Thackeray was a poet and an artist as well as a novelist; and sometimes in a copy of verses or in a sketch the inner spirit of the man may be seen more compendiously, if not more truly and surely, than in longer and more ambitious works. It is so here. The spirit that pervades Vanity Fair is the same that inspired the Ballad of Bouillabaisse, the concluding stanzas of The Chronicle of the Drum, The End of the Play, Vanitas Vanitatum, and others of his more serious verses. There is a touch of satire in these verses, but there is far more of pity than scorn. Still more vividly this spirit shines through a triplet of sketches labelled respectively Ludovicus, Rex and Ludovicus Rex, the shivering little atom of humanity, the imposing trappings of royalty, and then the poor little mortal clothed in this magnificence.

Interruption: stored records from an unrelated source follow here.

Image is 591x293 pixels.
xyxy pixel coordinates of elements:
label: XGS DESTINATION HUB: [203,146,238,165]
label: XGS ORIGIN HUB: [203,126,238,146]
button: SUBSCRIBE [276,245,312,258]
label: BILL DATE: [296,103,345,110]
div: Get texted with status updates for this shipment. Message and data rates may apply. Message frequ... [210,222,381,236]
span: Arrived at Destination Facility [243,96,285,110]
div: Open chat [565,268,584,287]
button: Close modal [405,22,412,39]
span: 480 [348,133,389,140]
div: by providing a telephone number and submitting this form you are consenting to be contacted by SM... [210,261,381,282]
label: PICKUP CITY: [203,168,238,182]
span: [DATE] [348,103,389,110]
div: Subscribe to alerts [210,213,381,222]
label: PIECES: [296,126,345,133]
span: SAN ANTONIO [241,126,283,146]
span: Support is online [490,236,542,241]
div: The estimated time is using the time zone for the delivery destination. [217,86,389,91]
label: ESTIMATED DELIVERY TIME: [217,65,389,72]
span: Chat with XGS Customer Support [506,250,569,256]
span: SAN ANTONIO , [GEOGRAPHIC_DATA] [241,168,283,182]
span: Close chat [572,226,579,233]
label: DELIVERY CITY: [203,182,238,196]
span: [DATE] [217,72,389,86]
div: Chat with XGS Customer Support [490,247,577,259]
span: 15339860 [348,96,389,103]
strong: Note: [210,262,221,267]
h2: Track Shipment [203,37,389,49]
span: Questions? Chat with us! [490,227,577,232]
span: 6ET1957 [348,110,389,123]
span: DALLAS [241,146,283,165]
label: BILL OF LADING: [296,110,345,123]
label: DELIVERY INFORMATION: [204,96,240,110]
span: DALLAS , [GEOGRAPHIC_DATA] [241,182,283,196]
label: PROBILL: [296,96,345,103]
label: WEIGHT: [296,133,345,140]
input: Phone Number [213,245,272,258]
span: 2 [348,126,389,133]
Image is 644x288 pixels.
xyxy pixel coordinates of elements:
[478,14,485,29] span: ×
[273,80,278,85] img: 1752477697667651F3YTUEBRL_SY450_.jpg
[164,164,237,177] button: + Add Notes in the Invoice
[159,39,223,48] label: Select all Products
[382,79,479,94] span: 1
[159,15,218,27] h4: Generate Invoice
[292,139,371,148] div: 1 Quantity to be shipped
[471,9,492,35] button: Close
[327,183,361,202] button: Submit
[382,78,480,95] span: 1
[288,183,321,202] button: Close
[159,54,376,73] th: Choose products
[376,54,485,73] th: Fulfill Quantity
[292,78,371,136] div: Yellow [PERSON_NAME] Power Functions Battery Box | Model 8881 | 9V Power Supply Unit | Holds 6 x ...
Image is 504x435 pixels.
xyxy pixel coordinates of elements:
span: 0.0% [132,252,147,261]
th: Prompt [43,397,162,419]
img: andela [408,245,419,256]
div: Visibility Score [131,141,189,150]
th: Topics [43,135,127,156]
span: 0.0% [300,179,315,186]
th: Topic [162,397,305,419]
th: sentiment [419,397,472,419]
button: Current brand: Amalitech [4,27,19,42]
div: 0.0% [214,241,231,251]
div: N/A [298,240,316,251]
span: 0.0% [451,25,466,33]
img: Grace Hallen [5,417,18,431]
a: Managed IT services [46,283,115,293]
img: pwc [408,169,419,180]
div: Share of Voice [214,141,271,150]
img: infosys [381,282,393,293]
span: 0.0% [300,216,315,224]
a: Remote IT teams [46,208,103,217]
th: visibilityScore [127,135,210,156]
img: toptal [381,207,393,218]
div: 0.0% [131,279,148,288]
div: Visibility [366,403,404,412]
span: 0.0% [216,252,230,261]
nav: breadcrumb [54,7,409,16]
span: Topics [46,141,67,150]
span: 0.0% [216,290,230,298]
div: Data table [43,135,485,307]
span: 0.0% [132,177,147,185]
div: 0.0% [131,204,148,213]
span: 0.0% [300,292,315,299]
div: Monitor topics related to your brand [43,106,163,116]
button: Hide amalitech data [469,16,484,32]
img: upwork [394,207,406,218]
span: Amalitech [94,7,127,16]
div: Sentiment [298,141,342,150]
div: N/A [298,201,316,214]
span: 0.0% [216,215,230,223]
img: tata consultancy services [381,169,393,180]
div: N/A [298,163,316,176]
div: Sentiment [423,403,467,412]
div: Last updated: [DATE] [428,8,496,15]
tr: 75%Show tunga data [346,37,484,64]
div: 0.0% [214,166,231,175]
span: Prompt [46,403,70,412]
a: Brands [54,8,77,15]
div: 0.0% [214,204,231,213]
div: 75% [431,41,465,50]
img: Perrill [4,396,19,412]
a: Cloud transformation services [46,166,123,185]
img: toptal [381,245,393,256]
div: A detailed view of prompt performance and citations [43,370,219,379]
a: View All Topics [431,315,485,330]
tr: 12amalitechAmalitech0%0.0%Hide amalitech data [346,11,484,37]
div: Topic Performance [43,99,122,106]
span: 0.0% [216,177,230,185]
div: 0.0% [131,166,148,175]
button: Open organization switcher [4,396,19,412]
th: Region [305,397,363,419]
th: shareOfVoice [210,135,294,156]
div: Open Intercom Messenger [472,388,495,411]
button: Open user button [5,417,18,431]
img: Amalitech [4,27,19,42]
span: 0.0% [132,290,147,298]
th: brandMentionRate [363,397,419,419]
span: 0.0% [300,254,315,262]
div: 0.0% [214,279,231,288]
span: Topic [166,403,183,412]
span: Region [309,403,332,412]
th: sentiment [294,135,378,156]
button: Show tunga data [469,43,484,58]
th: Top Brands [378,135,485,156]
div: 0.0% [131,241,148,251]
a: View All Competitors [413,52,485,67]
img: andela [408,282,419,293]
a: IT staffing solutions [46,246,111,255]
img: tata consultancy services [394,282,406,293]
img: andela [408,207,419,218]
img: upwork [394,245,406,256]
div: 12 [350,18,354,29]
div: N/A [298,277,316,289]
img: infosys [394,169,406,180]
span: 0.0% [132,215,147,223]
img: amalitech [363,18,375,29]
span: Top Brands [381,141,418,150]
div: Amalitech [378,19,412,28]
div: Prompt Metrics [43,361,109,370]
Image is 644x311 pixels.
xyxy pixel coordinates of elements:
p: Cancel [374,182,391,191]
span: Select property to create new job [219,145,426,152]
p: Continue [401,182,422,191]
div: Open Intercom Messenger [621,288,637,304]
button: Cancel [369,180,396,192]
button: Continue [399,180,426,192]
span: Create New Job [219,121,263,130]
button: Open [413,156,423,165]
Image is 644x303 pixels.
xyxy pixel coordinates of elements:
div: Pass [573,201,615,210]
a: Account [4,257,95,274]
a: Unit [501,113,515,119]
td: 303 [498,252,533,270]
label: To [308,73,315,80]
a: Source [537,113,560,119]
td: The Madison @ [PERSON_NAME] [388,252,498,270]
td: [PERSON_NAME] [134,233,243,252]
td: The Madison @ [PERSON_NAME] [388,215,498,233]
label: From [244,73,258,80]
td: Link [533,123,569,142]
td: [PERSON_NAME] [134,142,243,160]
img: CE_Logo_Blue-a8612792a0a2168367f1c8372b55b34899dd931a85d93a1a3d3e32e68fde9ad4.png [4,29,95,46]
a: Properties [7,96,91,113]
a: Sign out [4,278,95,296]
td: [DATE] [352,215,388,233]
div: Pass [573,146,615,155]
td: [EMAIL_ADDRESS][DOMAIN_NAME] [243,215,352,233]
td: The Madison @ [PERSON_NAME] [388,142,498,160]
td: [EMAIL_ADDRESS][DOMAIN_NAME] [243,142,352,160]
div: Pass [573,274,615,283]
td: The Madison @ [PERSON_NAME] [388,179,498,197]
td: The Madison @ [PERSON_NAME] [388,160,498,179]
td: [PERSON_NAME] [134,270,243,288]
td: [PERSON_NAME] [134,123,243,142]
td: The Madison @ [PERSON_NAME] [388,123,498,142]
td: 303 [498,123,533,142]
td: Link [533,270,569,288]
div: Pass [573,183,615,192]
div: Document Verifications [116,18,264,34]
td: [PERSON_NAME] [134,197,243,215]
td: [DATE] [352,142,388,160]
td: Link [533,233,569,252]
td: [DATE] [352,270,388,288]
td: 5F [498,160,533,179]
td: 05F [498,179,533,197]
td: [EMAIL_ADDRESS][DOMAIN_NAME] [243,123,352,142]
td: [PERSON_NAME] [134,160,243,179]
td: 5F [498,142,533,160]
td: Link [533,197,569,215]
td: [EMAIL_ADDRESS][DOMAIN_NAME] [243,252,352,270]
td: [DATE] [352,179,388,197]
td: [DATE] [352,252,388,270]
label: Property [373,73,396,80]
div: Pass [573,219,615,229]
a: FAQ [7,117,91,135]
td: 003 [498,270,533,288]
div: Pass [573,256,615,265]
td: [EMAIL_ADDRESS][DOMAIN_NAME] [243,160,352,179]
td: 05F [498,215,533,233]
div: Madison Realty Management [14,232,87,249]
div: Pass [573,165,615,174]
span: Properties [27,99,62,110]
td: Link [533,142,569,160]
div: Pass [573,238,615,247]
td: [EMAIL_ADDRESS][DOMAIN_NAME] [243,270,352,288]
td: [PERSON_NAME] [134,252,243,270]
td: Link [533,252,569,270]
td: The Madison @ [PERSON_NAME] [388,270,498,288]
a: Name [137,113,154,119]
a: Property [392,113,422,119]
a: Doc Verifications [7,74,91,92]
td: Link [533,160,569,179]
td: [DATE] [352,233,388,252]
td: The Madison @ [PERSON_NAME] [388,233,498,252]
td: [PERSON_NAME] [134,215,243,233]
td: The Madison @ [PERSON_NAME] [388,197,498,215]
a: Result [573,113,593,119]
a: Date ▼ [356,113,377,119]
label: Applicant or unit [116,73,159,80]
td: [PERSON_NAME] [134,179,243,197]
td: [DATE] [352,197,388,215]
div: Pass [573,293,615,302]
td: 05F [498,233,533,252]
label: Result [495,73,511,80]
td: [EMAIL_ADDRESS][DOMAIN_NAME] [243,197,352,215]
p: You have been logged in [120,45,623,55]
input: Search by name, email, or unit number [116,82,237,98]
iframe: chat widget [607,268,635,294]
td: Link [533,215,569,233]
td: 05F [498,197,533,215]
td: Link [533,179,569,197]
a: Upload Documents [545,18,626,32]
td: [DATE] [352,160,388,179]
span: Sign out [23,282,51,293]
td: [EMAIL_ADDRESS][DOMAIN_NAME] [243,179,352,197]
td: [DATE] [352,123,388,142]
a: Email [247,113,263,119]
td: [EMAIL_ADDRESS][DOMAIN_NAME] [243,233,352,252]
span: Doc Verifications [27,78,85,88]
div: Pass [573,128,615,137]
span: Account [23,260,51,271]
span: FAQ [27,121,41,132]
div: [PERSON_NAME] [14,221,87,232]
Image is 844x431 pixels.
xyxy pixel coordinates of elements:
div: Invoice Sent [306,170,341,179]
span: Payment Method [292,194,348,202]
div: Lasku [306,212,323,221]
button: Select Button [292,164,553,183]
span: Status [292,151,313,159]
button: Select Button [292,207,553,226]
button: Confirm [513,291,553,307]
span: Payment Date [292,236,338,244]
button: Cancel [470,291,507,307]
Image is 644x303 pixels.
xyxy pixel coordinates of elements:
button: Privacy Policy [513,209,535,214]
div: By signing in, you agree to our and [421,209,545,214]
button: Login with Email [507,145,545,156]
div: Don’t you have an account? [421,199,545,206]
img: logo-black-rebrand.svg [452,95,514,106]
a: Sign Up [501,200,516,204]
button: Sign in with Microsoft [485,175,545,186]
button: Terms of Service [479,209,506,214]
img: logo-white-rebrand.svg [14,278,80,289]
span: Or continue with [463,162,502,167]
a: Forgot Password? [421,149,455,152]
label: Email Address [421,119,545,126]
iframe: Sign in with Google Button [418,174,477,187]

Here we have the quintessence of Thackeray’s sermon through all his books, the difference between the humble reality and the vast pretensions, moral, intellectual and social, too often based on it. There is frequently scorn in the sermon, the more in proportion to the greatness of the pretensions. But there is almost always pity behind the scorn. Ludovicus Rex is, after all, the sport of fate. It is fate that decrees
‘How very weak the very wise,
How very small the very great are!’
It is the neglect of this fact that has led to the common judgment that Thackeray is a cynic. The gulf that divides him from cynicism is seen when we compare him with Swift. There is always in Thackeray a sensitive kindliness not to be found in the older writer. Thackeray’s bitterest satire is on individuals who are worse than their neighbours. There is something amiss with society when Barry Lyndon and Becky Sharp are possible; but we are not led to think that all men are Barry Lyndons, or all women Becky Sharps. Gulliver, on the contrary, is a satire on the human race.
William Carleton
(1794-1869).
A group of Irish novelists, rather older than Thackeray and Dickens, may be noticed together for the sake of certain features they have in common. If fineness of literary quality alone were in question, the first place must be assigned to William Carleton, whose Traits and Stories of the Irish Peasantry are the most carefully executed of their class. Carleton however had neither the verve nor the copiousness of Lever, who has been fixed upon by popular judgment as the leading Irish novelist of his time. Samuel Lover
(1797-1868).Still less can the versatile Samuel Lover, song-writer, dramatist and painter as well as novelist, compete with Lever; for although the former did many things with a certain dexterity he did nothing really well. His Handy Andy is a formless book, and the fun of it grows tedious.